Married couple to go to Mars

Married couple to go to Mars

WASHINGTON - The Associated Press
Married couple to go to Mars

This image shows the spacecraft envisioned by the private group, which wants to send a married couple on a mission to fly by the red planet. AP photo

It is a road trip that could test the best of marriages: Mars. A tycoon announced plans Feb. 27 to send a middle-aged couple on a privately built spaceship to slingshot around the Red Planet and come back home, hopefully with their bodies and marriage in one piece after 501 days of no-escape togetherness in a cramped capsule.

Under the audacious but bare-bones plan, the spacecraft would blast off less than five years from now and pass within 160 kilometers of the Martian surface. The cost was not disclosed, but outsiders put it at more than $1 billion.
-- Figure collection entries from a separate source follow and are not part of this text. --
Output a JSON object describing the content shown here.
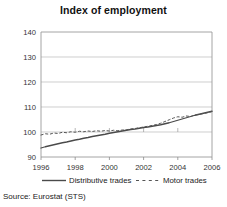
{
  "chart_data": {
    "type": "line",
    "title": "Index of employment",
    "xlabel": "",
    "ylabel": "",
    "xlim": [
      1996,
      2006
    ],
    "ylim": [
      90,
      140
    ],
    "ytick_labels": [
      "90",
      "100",
      "110",
      "120",
      "130",
      "140"
    ],
    "ytick_values": [
      90,
      100,
      110,
      120,
      130,
      140
    ],
    "xtick_labels": [
      "1996",
      "1998",
      "2000",
      "2002",
      "2004",
      "2006"
    ],
    "xtick_values": [
      1996,
      1998,
      2000,
      2002,
      2004,
      2006
    ],
    "grid": "horizontal",
    "legend_position": "below",
    "x": [
      1996,
      1996.25,
      1996.5,
      1996.75,
      1997,
      1997.25,
      1997.5,
      1997.75,
      1998,
      1998.25,
      1998.5,
      1998.75,
      1999,
      1999.25,
      1999.5,
      1999.75,
      2000,
      2000.25,
      2000.5,
      2000.75,
      2001,
      2001.25,
      2001.5,
      2001.75,
      2002,
      2002.25,
      2002.5,
      2002.75,
      2003,
      2003.25,
      2003.5,
      2003.75,
      2004,
      2004.25,
      2004.5,
      2004.75,
      2005,
      2005.25,
      2005.5,
      2005.75,
      2006
    ],
    "series": [
      {
        "name": "Distributive trades",
        "style": "solid",
        "color": "#4a4a4a",
        "values": [
          93.6,
          94.1,
          94.5,
          94.9,
          95.3,
          95.7,
          96.0,
          96.4,
          96.8,
          97.1,
          97.5,
          97.8,
          98.2,
          98.5,
          98.8,
          99.1,
          99.5,
          99.8,
          100.1,
          100.4,
          100.7,
          101.0,
          101.2,
          101.5,
          101.8,
          102.0,
          102.3,
          102.6,
          102.9,
          103.3,
          103.7,
          104.2,
          104.7,
          105.2,
          105.7,
          106.2,
          106.7,
          107.1,
          107.5,
          107.9,
          108.3
        ]
      },
      {
        "name": "Motor trades",
        "style": "dashed",
        "color": "#555555",
        "values": [
          98.8,
          99.3,
          99.1,
          99.6,
          99.4,
          99.9,
          99.7,
          100.1,
          99.9,
          100.3,
          100.1,
          100.4,
          100.2,
          100.5,
          100.3,
          100.6,
          100.4,
          100.7,
          100.5,
          100.8,
          100.9,
          101.2,
          101.4,
          101.7,
          102.0,
          102.3,
          102.6,
          103.0,
          103.5,
          104.2,
          104.9,
          105.6,
          106.1,
          105.9,
          106.4,
          106.2,
          106.8,
          107.0,
          107.4,
          107.7,
          108.2
        ]
      }
    ]
  },
  "legend": {
    "entries": [
      {
        "label": "Distributive trades",
        "style": "solid"
      },
      {
        "label": "Motor trades",
        "style": "dashed"
      }
    ]
  },
  "source": {
    "text": "Source: Eurostat (STS)"
  }
}
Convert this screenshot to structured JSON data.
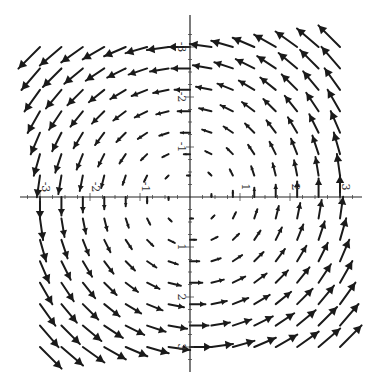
{
  "chart_data": {
    "type": "vector_field",
    "title": "",
    "field": {
      "u": "-y",
      "v": "x",
      "description": "counterclockwise rotational field F(x,y) = (-y, x)"
    },
    "xlim": [
      -3.4,
      3.4
    ],
    "ylim": [
      -3.4,
      3.4
    ],
    "grid": {
      "n_per_side": 7,
      "spacing": 0.4286,
      "includes_axes": true
    },
    "x_ticks": [
      -3,
      -2,
      -1,
      1,
      2,
      3
    ],
    "y_ticks": [
      -3,
      -2,
      -1,
      1,
      2,
      3
    ],
    "x_tick_labels": [
      "3",
      "2",
      "1",
      "1",
      "2",
      "3"
    ],
    "y_tick_labels": [
      "3",
      "2",
      "1",
      "1",
      "2",
      "3"
    ],
    "labels_rotated_deg": 90,
    "xlabel": "",
    "ylabel": "",
    "legend": null,
    "grid_lines": false
  },
  "layout": {
    "origin_px": [
      190,
      197
    ],
    "unit_px": 50,
    "x_axis_px": [
      20,
      362
    ],
    "y_axis_px": [
      15,
      372
    ],
    "arrow_scale_px_per_unit": 7.2,
    "colors": {
      "arrow": "#1a1a1a",
      "axis": "#222222",
      "label": "#333333",
      "background": "#ffffff"
    }
  }
}
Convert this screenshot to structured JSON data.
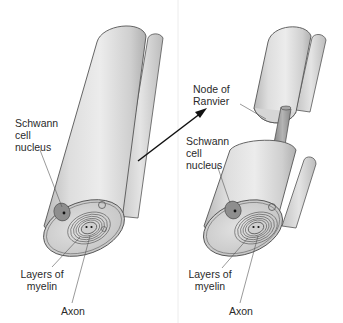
{
  "figure": {
    "panels": [
      {
        "id": "left",
        "labels": {
          "schwann_nucleus": "Schwann\ncell\nnucleus",
          "myelin_layers": "Layers of\nmyelin",
          "axon": "Axon"
        }
      },
      {
        "id": "right",
        "labels": {
          "node_of_ranvier": "Node of\nRanvier",
          "schwann_nucleus": "Schwann\ncell\nnucleus",
          "myelin_layers": "Layers of\nmyelin",
          "axon": "Axon"
        }
      }
    ],
    "arrow": {
      "direction": "left-to-right",
      "meaning": "progression"
    },
    "colors": {
      "tube_light": "#e6e6e6",
      "tube_mid": "#cfcfcf",
      "tube_dark": "#a9a9a9",
      "outline": "#555555",
      "axon": "#9a9a9a",
      "nucleus": "#8a8a8a",
      "text": "#2a2a2a",
      "divider": "#e2e2e2"
    }
  }
}
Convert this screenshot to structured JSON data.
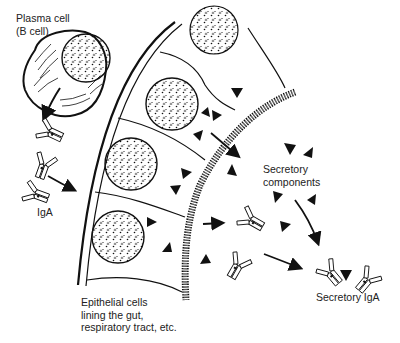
{
  "diagram": {
    "labels": {
      "plasma_cell_line1": "Plasma cell",
      "plasma_cell_line2": "(B cell)",
      "iga": "IgA",
      "secretory_components_line1": "Secretory",
      "secretory_components_line2": "components",
      "secretory_iga": "Secretory IgA",
      "epithelial_line1": "Epithelial cells",
      "epithelial_line2": "lining the gut,",
      "epithelial_line3": "respiratory tract, etc."
    },
    "colors": {
      "ink": "#111111",
      "background": "#ffffff"
    }
  }
}
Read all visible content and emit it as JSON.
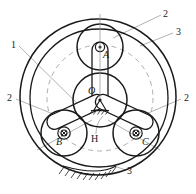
{
  "figure": {
    "type": "planetary-gear-train-schematic",
    "title": "",
    "stroke_color": "#1a1a1a",
    "leader_color": "#8a8a8a",
    "dash_color": "#9a9a9a",
    "background": "#ffffff",
    "width": 196,
    "height": 194
  },
  "geometry": {
    "ring_center": {
      "x": 98,
      "y": 97
    },
    "ring_outer_r": 78,
    "ring_inner_r": 70,
    "sun_center": {
      "x": 100,
      "y": 100
    },
    "sun_r": 27,
    "planet_r": 23,
    "pitch_circle_r": 53,
    "planets": [
      {
        "label": "A",
        "x": 100,
        "y": 47,
        "pin": "dot"
      },
      {
        "label": "B",
        "x": 64,
        "y": 133,
        "pin": "cross"
      },
      {
        "label": "C",
        "x": 136,
        "y": 133,
        "pin": "cross"
      }
    ]
  },
  "labels": {
    "center": "O",
    "planet_a": "A",
    "planet_b": "B",
    "planet_c": "C",
    "carrier": "H",
    "sun_gear": "1",
    "planet_gear_top": "2",
    "planet_gear_left": "2",
    "planet_gear_right": "2",
    "ring_gear_top": "3",
    "ring_gear_bottom": "3"
  },
  "label_positions": {
    "center": {
      "x": 88,
      "y": 92
    },
    "planet_a": {
      "x": 103,
      "y": 52
    },
    "planet_b": {
      "x": 57,
      "y": 138
    },
    "planet_c": {
      "x": 142,
      "y": 138
    },
    "carrier": {
      "x": 92,
      "y": 138
    },
    "sun_gear": {
      "x": 11,
      "y": 44
    },
    "planet_gear_top": {
      "x": 163,
      "y": 13
    },
    "planet_gear_left": {
      "x": 8,
      "y": 97
    },
    "planet_gear_right": {
      "x": 184,
      "y": 97
    },
    "ring_gear_top": {
      "x": 175,
      "y": 31
    },
    "ring_gear_bottom": {
      "x": 127,
      "y": 172
    }
  }
}
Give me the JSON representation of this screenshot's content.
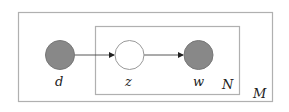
{
  "diagram": {
    "type": "plate-notation",
    "colors": {
      "observed_fill": "#888888",
      "latent_fill": "#ffffff",
      "node_stroke": "#777777",
      "plate_stroke": "#b0b0b0",
      "edge": "#333333"
    },
    "plates": [
      {
        "id": "outer",
        "label": "M"
      },
      {
        "id": "inner",
        "label": "N"
      }
    ],
    "nodes": [
      {
        "id": "d",
        "label": "d",
        "observed": true
      },
      {
        "id": "z",
        "label": "z",
        "observed": false
      },
      {
        "id": "w",
        "label": "w",
        "observed": true
      }
    ],
    "edges": [
      {
        "from": "d",
        "to": "z"
      },
      {
        "from": "z",
        "to": "w"
      }
    ]
  }
}
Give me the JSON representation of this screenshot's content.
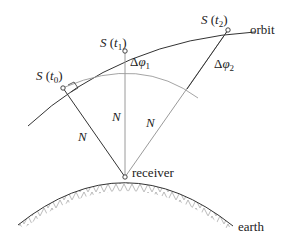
{
  "diagram": {
    "labels": {
      "s_t0": "S(t₀)",
      "s_t1": "S(t₁)",
      "s_t2": "S(t₂)",
      "orbit": "orbit",
      "receiver": "receiver",
      "earth": "earth",
      "delta_phi_1": "Δφ₁",
      "delta_phi_2": "Δφ₂",
      "n_left": "N",
      "n_middle": "N",
      "n_right": "N"
    },
    "points": {
      "s_t0": [
        63,
        88
      ],
      "s_t1": [
        125,
        51
      ],
      "s_t2": [
        228,
        30
      ],
      "receiver": [
        125,
        177
      ]
    },
    "colors": {
      "line": "#333333",
      "light_line": "#9a9a9a",
      "hatch": "#a0a0a0"
    }
  }
}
The team of space veterans behind the project hasn’t quite figured out the technical details of the rocket they will use or the capsule the husband-and-wife astronauts will live in during the 16-month voyage. But they know it will be an adventure not for the weak of body or heart.

“This is not going to be an easy mission,” chief technical officer and potential crew member Taber MacCallum said. “We called it the Lewis and Clark trip to Mars.”

The trying circumstances include: no showers, limits on toilet paper and clothing, drinking water made from the crew members’ recycled urine and sweat, and almost no privacy. But the flight also comes with never-before-seen views of Mars. And there’s ample time for zero-gravity sex in space, something NASA doesn’t like to talk about.

As for why a man and a woman will be selected, “this is very symbolic and we really need it to represent humanity,” MacCallum said.

Emotional support needed

He said if it is a man and a woman on such a long, close-quarters voyage, it makes sense for them to be married so that they can give each other the emotional support they will probably need when they look out the window and see Earth get smaller and more distant: “If that’s not scary, I don’t know what is.”

The private, nonprofit project, called Inspiration Mars, will get initial money from multimillionaire investment consultant Dennis Tito, the first space tourist.